Food and Faith: A Pilgrim’s Journey through India

PIC hosted Ms. Shoba Narayan, author, journalist and columnist, for a discussion on her latest book, “Food and Faith: A Pilgrim’s Journey through India,” on 26th March. Prof. Pradeep Apte, Professor Emeritus, Savitribai Phule Pune University, chaired this discussion. Mr. Abhay Vaidya, Associate Director, PIC introduced the author to the audience.

Ms. Narayan began by explaining with examples of how intricately food and faith were intertwined in India. For example, she explained how the objective of ‘prasadam’ was to maintain and preserve local varieties of crops, the conservation of seeds and saplings of plant varieties that were both indigenous and ancient. She outlined how in the course of her travels, she came across several people who reiterated that faith provided a purpose for life. She covered different aspects of the inter-relation between food and faith, including the duality of the ‘sacred’ and the ‘profane,’ the sublimation of the ego (as in the case of the cooks in the Jagannath Kshetra temple kitchen who believed that it wasn’t they but Goddess Mahalakshmi who was cooking the food for Lord Jagannath). She even explained the Urs and Sufism in the context of its belief that we were all cut off from ‘tauheed’ (the primal root from which we all come) in the context of food and faith. Ms. Narayan noted that in India the expression of faith was very intense. She highlighted that this intensity of faith was common across all geographical regions of India. While narrating several anecdotes from her travels, she emphasised that apart from ritual (of which food is a significant part), religion and the practice of faith were almost entirely about ‘bhavana’ or emotion.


What you should do: Reproduce the listing that follows character for character, excluding its pictures.

---------- Dataset records ----------

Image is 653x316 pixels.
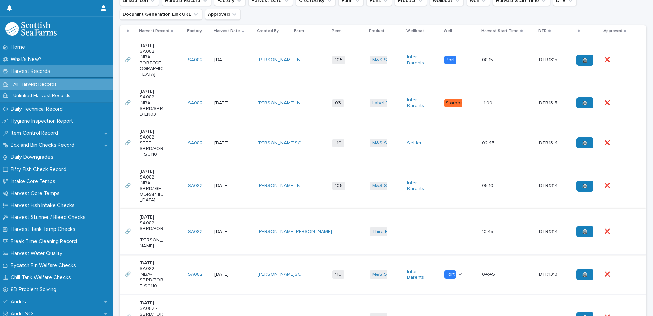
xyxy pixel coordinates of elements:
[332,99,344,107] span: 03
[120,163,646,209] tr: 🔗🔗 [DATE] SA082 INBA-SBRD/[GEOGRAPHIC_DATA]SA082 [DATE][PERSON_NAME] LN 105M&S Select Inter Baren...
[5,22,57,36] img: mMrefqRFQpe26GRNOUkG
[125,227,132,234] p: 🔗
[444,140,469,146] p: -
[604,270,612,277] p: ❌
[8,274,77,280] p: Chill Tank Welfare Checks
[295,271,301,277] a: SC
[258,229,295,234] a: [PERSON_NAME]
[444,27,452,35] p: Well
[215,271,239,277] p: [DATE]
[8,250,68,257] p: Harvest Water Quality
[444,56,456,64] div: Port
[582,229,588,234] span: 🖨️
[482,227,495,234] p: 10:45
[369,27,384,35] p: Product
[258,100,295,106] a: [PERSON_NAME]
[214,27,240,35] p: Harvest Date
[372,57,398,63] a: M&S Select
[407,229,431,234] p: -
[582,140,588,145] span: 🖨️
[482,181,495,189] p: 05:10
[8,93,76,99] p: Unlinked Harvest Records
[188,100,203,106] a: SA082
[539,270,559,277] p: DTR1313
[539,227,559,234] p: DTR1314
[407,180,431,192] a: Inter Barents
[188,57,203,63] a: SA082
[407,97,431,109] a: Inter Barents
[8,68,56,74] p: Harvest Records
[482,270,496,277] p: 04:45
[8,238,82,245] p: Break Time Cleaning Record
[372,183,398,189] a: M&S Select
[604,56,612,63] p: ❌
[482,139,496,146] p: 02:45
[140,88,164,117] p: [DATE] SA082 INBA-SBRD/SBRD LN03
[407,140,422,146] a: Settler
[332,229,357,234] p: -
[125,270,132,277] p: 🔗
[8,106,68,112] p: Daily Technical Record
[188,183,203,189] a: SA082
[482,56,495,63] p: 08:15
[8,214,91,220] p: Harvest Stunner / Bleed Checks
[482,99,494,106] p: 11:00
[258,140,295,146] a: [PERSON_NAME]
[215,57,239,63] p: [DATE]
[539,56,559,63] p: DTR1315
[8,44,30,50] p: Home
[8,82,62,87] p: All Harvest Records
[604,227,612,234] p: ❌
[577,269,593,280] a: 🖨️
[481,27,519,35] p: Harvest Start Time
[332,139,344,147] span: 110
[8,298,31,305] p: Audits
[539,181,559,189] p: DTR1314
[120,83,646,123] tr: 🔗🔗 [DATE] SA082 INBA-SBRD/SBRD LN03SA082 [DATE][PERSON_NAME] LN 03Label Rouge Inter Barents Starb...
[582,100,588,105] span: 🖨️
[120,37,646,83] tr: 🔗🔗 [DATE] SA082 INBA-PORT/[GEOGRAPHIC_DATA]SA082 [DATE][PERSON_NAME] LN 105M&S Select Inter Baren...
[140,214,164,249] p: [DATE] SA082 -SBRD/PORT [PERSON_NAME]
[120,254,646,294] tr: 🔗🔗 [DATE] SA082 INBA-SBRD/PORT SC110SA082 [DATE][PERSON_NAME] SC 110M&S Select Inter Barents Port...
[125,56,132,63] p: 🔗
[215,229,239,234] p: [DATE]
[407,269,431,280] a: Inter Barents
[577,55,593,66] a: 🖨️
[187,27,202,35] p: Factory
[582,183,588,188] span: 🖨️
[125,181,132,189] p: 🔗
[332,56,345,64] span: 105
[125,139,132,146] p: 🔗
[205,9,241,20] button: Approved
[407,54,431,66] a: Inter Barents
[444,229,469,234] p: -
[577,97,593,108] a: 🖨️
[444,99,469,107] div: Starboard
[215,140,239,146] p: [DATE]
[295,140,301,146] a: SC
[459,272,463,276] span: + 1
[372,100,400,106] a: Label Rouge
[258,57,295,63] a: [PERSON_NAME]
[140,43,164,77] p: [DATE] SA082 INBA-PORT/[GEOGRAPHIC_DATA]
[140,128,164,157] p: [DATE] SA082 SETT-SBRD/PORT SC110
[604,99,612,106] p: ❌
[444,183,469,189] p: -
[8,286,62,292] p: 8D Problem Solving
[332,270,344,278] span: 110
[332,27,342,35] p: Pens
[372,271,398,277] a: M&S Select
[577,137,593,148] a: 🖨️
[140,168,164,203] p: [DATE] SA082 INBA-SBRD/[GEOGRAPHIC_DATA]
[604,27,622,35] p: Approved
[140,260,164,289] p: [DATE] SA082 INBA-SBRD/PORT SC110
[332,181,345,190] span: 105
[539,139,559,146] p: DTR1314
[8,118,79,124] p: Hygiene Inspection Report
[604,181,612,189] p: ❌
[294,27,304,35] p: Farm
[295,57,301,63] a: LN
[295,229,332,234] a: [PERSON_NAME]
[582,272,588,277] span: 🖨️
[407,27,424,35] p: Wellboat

----------

Task output:
Image is 653x316 pixels.
xyxy pixel coordinates of elements:
[332,99,344,107] span: 03
[120,163,646,209] tr: 🔗🔗 [DATE] SA082 INBA-SBRD/[GEOGRAPHIC_DATA]SA082 [DATE][PERSON_NAME] LN 105M&S Select Inter Baren...
[5,22,57,36] img: mMrefqRFQpe26GRNOUkG
[125,227,132,234] p: 🔗
[444,140,469,146] p: -
[604,270,612,277] p: ❌
[8,274,77,280] p: Chill Tank Welfare Checks
[295,271,301,277] a: SC
[258,229,295,234] a: [PERSON_NAME]
[444,27,452,35] p: Well
[215,271,239,277] p: [DATE]
[8,250,68,257] p: Harvest Water Quality
[444,56,456,64] div: Port
[582,229,588,234] span: 🖨️
[482,227,495,234] p: 10:45
[369,27,384,35] p: Product
[258,100,295,106] a: [PERSON_NAME]
[214,27,240,35] p: Harvest Date
[372,57,398,63] a: M&S Select
[407,229,431,234] p: -
[582,140,588,145] span: 🖨️
[482,181,495,189] p: 05:10
[8,93,76,99] p: Unlinked Harvest Records
[188,100,203,106] a: SA082
[539,270,559,277] p: DTR1313
[539,227,559,234] p: DTR1314
[407,180,431,192] a: Inter Barents
[188,57,203,63] a: SA082
[407,97,431,109] a: Inter Barents
[8,68,56,74] p: Harvest Records
[482,270,496,277] p: 04:45
[8,238,82,245] p: Break Time Cleaning Record
[372,183,398,189] a: M&S Select
[604,56,612,63] p: ❌
[482,139,496,146] p: 02:45
[140,88,164,117] p: [DATE] SA082 INBA-SBRD/SBRD LN03
[407,140,422,146] a: Settler
[332,229,357,234] p: -
[125,270,132,277] p: 🔗
[8,106,68,112] p: Daily Technical Record
[188,183,203,189] a: SA082
[482,56,495,63] p: 08:15
[8,214,91,220] p: Harvest Stunner / Bleed Checks
[482,99,494,106] p: 11:00
[258,140,295,146] a: [PERSON_NAME]
[215,57,239,63] p: [DATE]
[539,56,559,63] p: DTR1315
[8,44,30,50] p: Home
[8,82,62,87] p: All Harvest Records
[604,227,612,234] p: ❌
[577,269,593,280] a: 🖨️
[481,27,519,35] p: Harvest Start Time
[332,139,344,147] span: 110
[8,298,31,305] p: Audits
[539,181,559,189] p: DTR1314
[120,83,646,123] tr: 🔗🔗 [DATE] SA082 INBA-SBRD/SBRD LN03SA082 [DATE][PERSON_NAME] LN 03Label Rouge Inter Barents Starb...
[582,100,588,105] span: 🖨️
[120,37,646,83] tr: 🔗🔗 [DATE] SA082 INBA-PORT/[GEOGRAPHIC_DATA]SA082 [DATE][PERSON_NAME] LN 105M&S Select Inter Baren...
[140,214,164,249] p: [DATE] SA082 -SBRD/PORT [PERSON_NAME]
[120,254,646,294] tr: 🔗🔗 [DATE] SA082 INBA-SBRD/PORT SC110SA082 [DATE][PERSON_NAME] SC 110M&S Select Inter Barents Port...
[125,56,132,63] p: 🔗
[215,229,239,234] p: [DATE]
[407,269,431,280] a: Inter Barents
[577,55,593,66] a: 🖨️
[187,27,202,35] p: Factory
[582,183,588,188] span: 🖨️
[125,181,132,189] p: 🔗
[332,56,345,64] span: 105
[125,139,132,146] p: 🔗
[205,9,241,20] button: Approved
[407,54,431,66] a: Inter Barents
[444,229,469,234] p: -
[577,97,593,108] a: 🖨️
[444,99,469,107] div: Starboard
[215,140,239,146] p: [DATE]
[295,140,301,146] a: SC
[459,272,463,276] span: + 1
[372,100,400,106] a: Label Rouge
[258,57,295,63] a: [PERSON_NAME]
[140,43,164,77] p: [DATE] SA082 INBA-PORT/[GEOGRAPHIC_DATA]
[140,128,164,157] p: [DATE] SA082 SETT-SBRD/PORT SC110
[604,99,612,106] p: ❌
[444,183,469,189] p: -
[8,286,62,292] p: 8D Problem Solving
[332,270,344,278] span: 110
[332,27,342,35] p: Pens
[372,271,398,277] a: M&S Select
[577,137,593,148] a: 🖨️
[140,168,164,203] p: [DATE] SA082 INBA-SBRD/[GEOGRAPHIC_DATA]
[604,27,622,35] p: Approved
[140,260,164,289] p: [DATE] SA082 INBA-SBRD/PORT SC110
[332,181,345,190] span: 105
[539,139,559,146] p: DTR1314
[8,118,79,124] p: Hygiene Inspection Report
[604,181,612,189] p: ❌
[294,27,304,35] p: Farm
[295,57,301,63] a: LN
[295,229,332,234] a: [PERSON_NAME]
[582,272,588,277] span: 🖨️
[407,27,424,35] p: Wellboat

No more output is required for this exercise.